Table of Contents
Fetching ...

Nonabelian Lattice Weak Gravity Conjecture and Monopole Confinement

Matthew Reece, Tom Rudelius

Abstract

Within the known landscape of quantum gravity, most theories satisfy the Lattice Weak Gravity Conjecture (LWGC), which requires a superextremal particle at every site in the electric charge lattice $Γ$. However, counterexamples to the LWGC exist, and it was recently hypothesized that such counterexamples necessarily feature fractionally charged confined monopoles. In this work, we verify this hypothesis in toroidal orbifold compactifications of the heterotic string, which notably feature LWGC violation in both the abelian and nonabelian gauge sectors. In all the cases we consider, there exists a discrete subgroup of the center of the gauge group $K \subseteq Z(G)$ such that superextremal particles exist at every site in the charge lattice of the quotient group $G/K$, while (confined) monopoles exist at all sites in the magnetic charge lattice of $G/K$. This suggests that LWGC violation cannot occur for gauge groups with trivial centers, and more generally the degree of LWGC violation in a nonabelian gauge theory is bounded in terms of the maximal order of the center.

Nonabelian Lattice Weak Gravity Conjecture and Monopole Confinement

Abstract

Within the known landscape of quantum gravity, most theories satisfy the Lattice Weak Gravity Conjecture (LWGC), which requires a superextremal particle at every site in the electric charge lattice . However, counterexamples to the LWGC exist, and it was recently hypothesized that such counterexamples necessarily feature fractionally charged confined monopoles. In this work, we verify this hypothesis in toroidal orbifold compactifications of the heterotic string, which notably feature LWGC violation in both the abelian and nonabelian gauge sectors. In all the cases we consider, there exists a discrete subgroup of the center of the gauge group such that superextremal particles exist at every site in the charge lattice of the quotient group , while (confined) monopoles exist at all sites in the magnetic charge lattice of . This suggests that LWGC violation cannot occur for gauge groups with trivial centers, and more generally the degree of LWGC violation in a nonabelian gauge theory is bounded in terms of the maximal order of the center.
Paper Structure (21 sections, 82 equations, 3 figures, 1 table)

This paper contains 21 sections, 82 equations, 3 figures, 1 table.

Figures (3)

  • Figure 1: An unwrapped twist vortex acts as a domain wall after circle reduction. Here, the wavy line indicates an unphysical branch cut, which plays a role similar to that of the Dirac string. Figure adapted from Etheredge:2025rkn.
  • Figure 2: A magnetic monopole in a domain without a Wilson line may be pushed into the domain with the Wilson line by deforming the domain wall between them. Collapsing the tube surrounding the monopole produces a codimension-2 flux tube, hence the monopole is confined in the theory with the Wilson line. Figure adapted from Etheredge:2025rkn.
  • Figure 3: A collection of $p$ confined monopoles may join to form an unconfined monopole of charge $p$. Figure adapted from Etheredge:2025rkn.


▸ EXERCISE DETAILS:
Please return each of the entries exactly, minus their pictures.

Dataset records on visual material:
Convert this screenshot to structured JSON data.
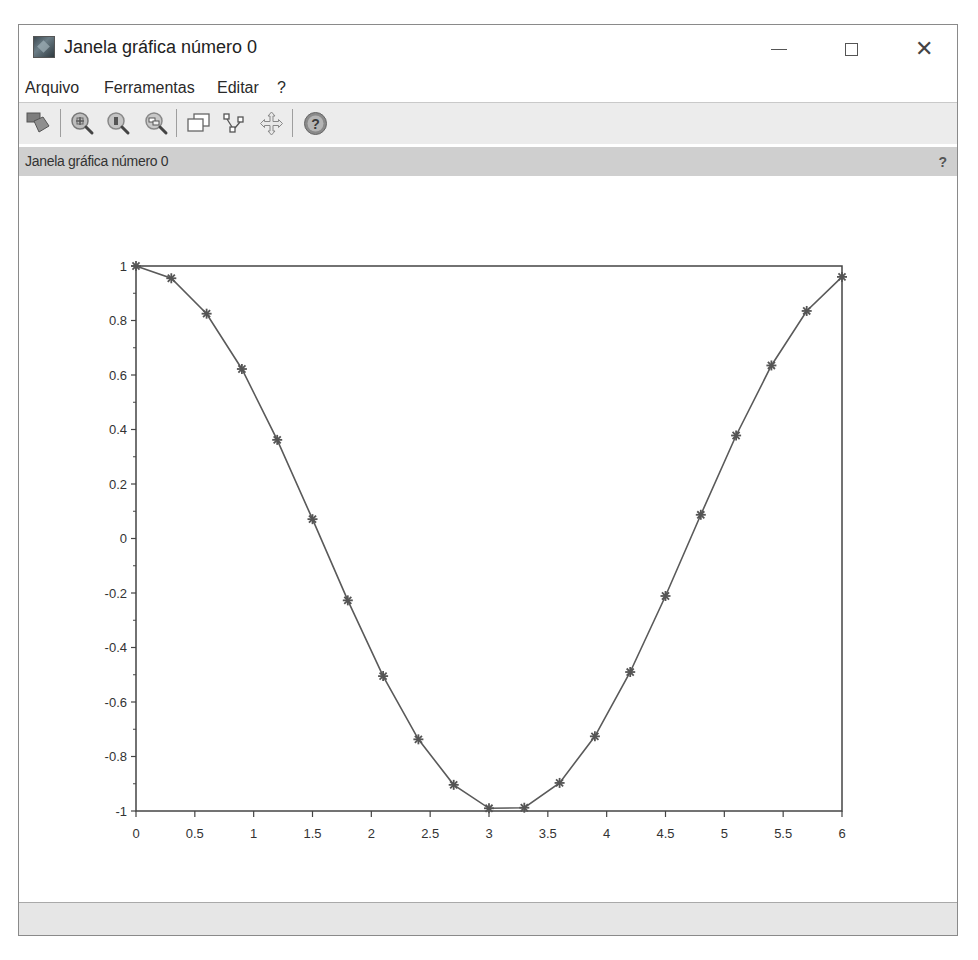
{
  "window": {
    "title": "Janela gráfica número 0",
    "controls": {
      "minimize": "minimize",
      "maximize": "maximize",
      "close": "close"
    }
  },
  "menubar": {
    "items": [
      {
        "label": "Arquivo"
      },
      {
        "label": "Ferramentas"
      },
      {
        "label": "Editar"
      },
      {
        "label": "?"
      }
    ]
  },
  "toolbar": {
    "icons": [
      "rotate-3d-icon",
      "zoom-in-icon",
      "zoom-original-icon",
      "zoom-area-icon",
      "windows-icon",
      "datatip-icon",
      "pan-icon",
      "help-icon"
    ]
  },
  "infobar": {
    "text": "Janela gráfica número 0",
    "help": "?"
  },
  "chart_data": {
    "type": "line",
    "title": "",
    "xlabel": "",
    "ylabel": "",
    "xlim": [
      0,
      6
    ],
    "ylim": [
      -1,
      1
    ],
    "grid": false,
    "legend": null,
    "marker": "star",
    "line_color": "#5a5a5a",
    "x_ticks": [
      "0",
      "0.5",
      "1",
      "1.5",
      "2",
      "2.5",
      "3",
      "3.5",
      "4",
      "4.5",
      "5",
      "5.5",
      "6"
    ],
    "y_ticks": [
      "-1",
      "-0.8",
      "-0.6",
      "-0.4",
      "-0.2",
      "0",
      "0.2",
      "0.4",
      "0.6",
      "0.8",
      "1"
    ],
    "series": [
      {
        "name": "cos(x)",
        "x": [
          0,
          0.3,
          0.6,
          0.9,
          1.2,
          1.5,
          1.8,
          2.1,
          2.4,
          2.7,
          3.0,
          3.3,
          3.6,
          3.9,
          4.2,
          4.5,
          4.8,
          5.1,
          5.4,
          5.7,
          6.0
        ],
        "values": [
          1.0,
          0.955,
          0.825,
          0.622,
          0.362,
          0.071,
          -0.227,
          -0.505,
          -0.737,
          -0.904,
          -0.99,
          -0.988,
          -0.897,
          -0.726,
          -0.49,
          -0.211,
          0.087,
          0.378,
          0.635,
          0.835,
          0.96
        ]
      }
    ]
  }
}
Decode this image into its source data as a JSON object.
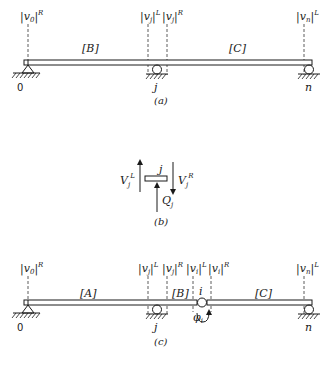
{
  "figure": {
    "panel_a": {
      "caption": "(a)",
      "state_vectors": [
        {
          "base": "|v",
          "sub": "0",
          "close": "|",
          "sup": "R"
        },
        {
          "base": "|v",
          "sub": "j",
          "close": "|",
          "sup": "L"
        },
        {
          "base": "|v",
          "sub": "j",
          "close": "|",
          "sup": "R"
        },
        {
          "base": "|v",
          "sub": "n",
          "close": "|",
          "sup": "L"
        }
      ],
      "segments": [
        "[B]",
        "[C]"
      ],
      "nodes": [
        "0",
        "j",
        "n"
      ]
    },
    "panel_b": {
      "caption": "(b)",
      "node_label": "j",
      "forces": [
        {
          "name": "V",
          "sub": "j",
          "sup": "L",
          "direction": "up"
        },
        {
          "name": "V",
          "sub": "j",
          "sup": "R",
          "direction": "down"
        },
        {
          "name": "Q",
          "sub": "j",
          "direction": "up"
        }
      ]
    },
    "panel_c": {
      "caption": "(c)",
      "state_vectors": [
        {
          "base": "|v",
          "sub": "0",
          "close": "|",
          "sup": "R"
        },
        {
          "base": "|v",
          "sub": "j",
          "close": "|",
          "sup": "L"
        },
        {
          "base": "|v",
          "sub": "j",
          "close": "|",
          "sup": "R"
        },
        {
          "base": "|v",
          "sub": "i",
          "close": "|",
          "sup": "L"
        },
        {
          "base": "|v",
          "sub": "i",
          "close": "|",
          "sup": "R"
        },
        {
          "base": "|v",
          "sub": "n",
          "close": "|",
          "sup": "L"
        }
      ],
      "segments": [
        "[A]",
        "[B]",
        "[C]"
      ],
      "nodes": [
        "0",
        "j",
        "n"
      ],
      "hinge_label": "i",
      "rotation_label": {
        "base": "φ",
        "sub": "i"
      }
    }
  }
}
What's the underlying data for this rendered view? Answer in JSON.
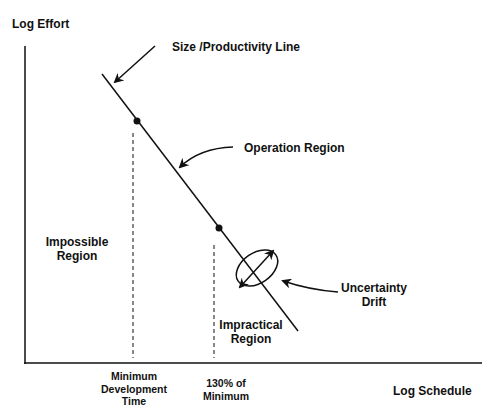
{
  "diagram": {
    "y_axis_label": "Log Effort",
    "x_axis_label": "Log Schedule",
    "line_label": "Size /Productivity Line",
    "operation_region": "Operation Region",
    "impossible_region": [
      "Impossible",
      "Region"
    ],
    "impractical_region": [
      "Impractical",
      "Region"
    ],
    "uncertainty": [
      "Uncertainty",
      "Drift"
    ],
    "tick_min": [
      "Minimum",
      "Development",
      "Time"
    ],
    "tick_130": [
      "130% of",
      "Minimum"
    ],
    "colors": {
      "ink": "#111111",
      "background": "#ffffff"
    }
  }
}
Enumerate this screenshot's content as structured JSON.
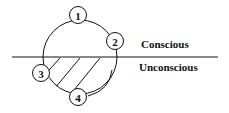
{
  "diagram": {
    "labels": {
      "conscious": "Conscious",
      "unconscious": "Unconscious"
    },
    "nodes": [
      {
        "id": "1",
        "label": "1"
      },
      {
        "id": "2",
        "label": "2"
      },
      {
        "id": "3",
        "label": "3"
      },
      {
        "id": "4",
        "label": "4"
      }
    ],
    "colors": {
      "stroke": "#111111",
      "background": "#ffffff"
    }
  }
}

▸ FINAL ANSWER:
Convert this screenshot to structured JSON data.
{
  "window": {
    "title": "Janela gráfica número 0",
    "controls": {
      "minimize": "minimize",
      "maximize": "maximize",
      "close": "close"
    }
  },
  "menubar": {
    "items": [
      {
        "label": "Arquivo"
      },
      {
        "label": "Ferramentas"
      },
      {
        "label": "Editar"
      },
      {
        "label": "?"
      }
    ]
  },
  "toolbar": {
    "icons": [
      "rotate-3d-icon",
      "zoom-in-icon",
      "zoom-original-icon",
      "zoom-area-icon",
      "windows-icon",
      "datatip-icon",
      "pan-icon",
      "help-icon"
    ]
  },
  "infobar": {
    "text": "Janela gráfica número 0",
    "help": "?"
  },
  "chart_data": {
    "type": "line",
    "title": "",
    "xlabel": "",
    "ylabel": "",
    "xlim": [
      0,
      6
    ],
    "ylim": [
      -1,
      1
    ],
    "grid": false,
    "legend": null,
    "marker": "star",
    "line_color": "#5a5a5a",
    "x_ticks": [
      "0",
      "0.5",
      "1",
      "1.5",
      "2",
      "2.5",
      "3",
      "3.5",
      "4",
      "4.5",
      "5",
      "5.5",
      "6"
    ],
    "y_ticks": [
      "-1",
      "-0.8",
      "-0.6",
      "-0.4",
      "-0.2",
      "0",
      "0.2",
      "0.4",
      "0.6",
      "0.8",
      "1"
    ],
    "series": [
      {
        "name": "cos(x)",
        "x": [
          0,
          0.3,
          0.6,
          0.9,
          1.2,
          1.5,
          1.8,
          2.1,
          2.4,
          2.7,
          3.0,
          3.3,
          3.6,
          3.9,
          4.2,
          4.5,
          4.8,
          5.1,
          5.4,
          5.7,
          6.0
        ],
        "values": [
          1.0,
          0.955,
          0.825,
          0.622,
          0.362,
          0.071,
          -0.227,
          -0.505,
          -0.737,
          -0.904,
          -0.99,
          -0.988,
          -0.897,
          -0.726,
          -0.49,
          -0.211,
          0.087,
          0.378,
          0.635,
          0.835,
          0.96
        ]
      }
    ]
  }
}
Decode this image into its source data as a JSON object.
{
  "figure": {
    "panel_a": {
      "caption": "(a)",
      "state_vectors": [
        {
          "base": "|v",
          "sub": "0",
          "close": "|",
          "sup": "R"
        },
        {
          "base": "|v",
          "sub": "j",
          "close": "|",
          "sup": "L"
        },
        {
          "base": "|v",
          "sub": "j",
          "close": "|",
          "sup": "R"
        },
        {
          "base": "|v",
          "sub": "n",
          "close": "|",
          "sup": "L"
        }
      ],
      "segments": [
        "[B]",
        "[C]"
      ],
      "nodes": [
        "0",
        "j",
        "n"
      ]
    },
    "panel_b": {
      "caption": "(b)",
      "node_label": "j",
      "forces": [
        {
          "name": "V",
          "sub": "j",
          "sup": "L",
          "direction": "up"
        },
        {
          "name": "V",
          "sub": "j",
          "sup": "R",
          "direction": "down"
        },
        {
          "name": "Q",
          "sub": "j",
          "direction": "up"
        }
      ]
    },
    "panel_c": {
      "caption": "(c)",
      "state_vectors": [
        {
          "base": "|v",
          "sub": "0",
          "close": "|",
          "sup": "R"
        },
        {
          "base": "|v",
          "sub": "j",
          "close": "|",
          "sup": "L"
        },
        {
          "base": "|v",
          "sub": "j",
          "close": "|",
          "sup": "R"
        },
        {
          "base": "|v",
          "sub": "i",
          "close": "|",
          "sup": "L"
        },
        {
          "base": "|v",
          "sub": "i",
          "close": "|",
          "sup": "R"
        },
        {
          "base": "|v",
          "sub": "n",
          "close": "|",
          "sup": "L"
        }
      ],
      "segments": [
        "[A]",
        "[B]",
        "[C]"
      ],
      "nodes": [
        "0",
        "j",
        "n"
      ],
      "hinge_label": "i",
      "rotation_label": {
        "base": "φ",
        "sub": "i"
      }
    }
  }
}
What's the underlying data for this rendered view? Answer in JSON.
{
  "diagram": {
    "y_axis_label": "Log Effort",
    "x_axis_label": "Log Schedule",
    "line_label": "Size /Productivity Line",
    "operation_region": "Operation Region",
    "impossible_region": [
      "Impossible",
      "Region"
    ],
    "impractical_region": [
      "Impractical",
      "Region"
    ],
    "uncertainty": [
      "Uncertainty",
      "Drift"
    ],
    "tick_min": [
      "Minimum",
      "Development",
      "Time"
    ],
    "tick_130": [
      "130% of",
      "Minimum"
    ],
    "colors": {
      "ink": "#111111",
      "background": "#ffffff"
    }
  }
}
Enumerate this screenshot's content as structured JSON.
{
  "diagram": {
    "labels": {
      "conscious": "Conscious",
      "unconscious": "Unconscious"
    },
    "nodes": [
      {
        "id": "1",
        "label": "1"
      },
      {
        "id": "2",
        "label": "2"
      },
      {
        "id": "3",
        "label": "3"
      },
      {
        "id": "4",
        "label": "4"
      }
    ],
    "colors": {
      "stroke": "#111111",
      "background": "#ffffff"
    }
  }
}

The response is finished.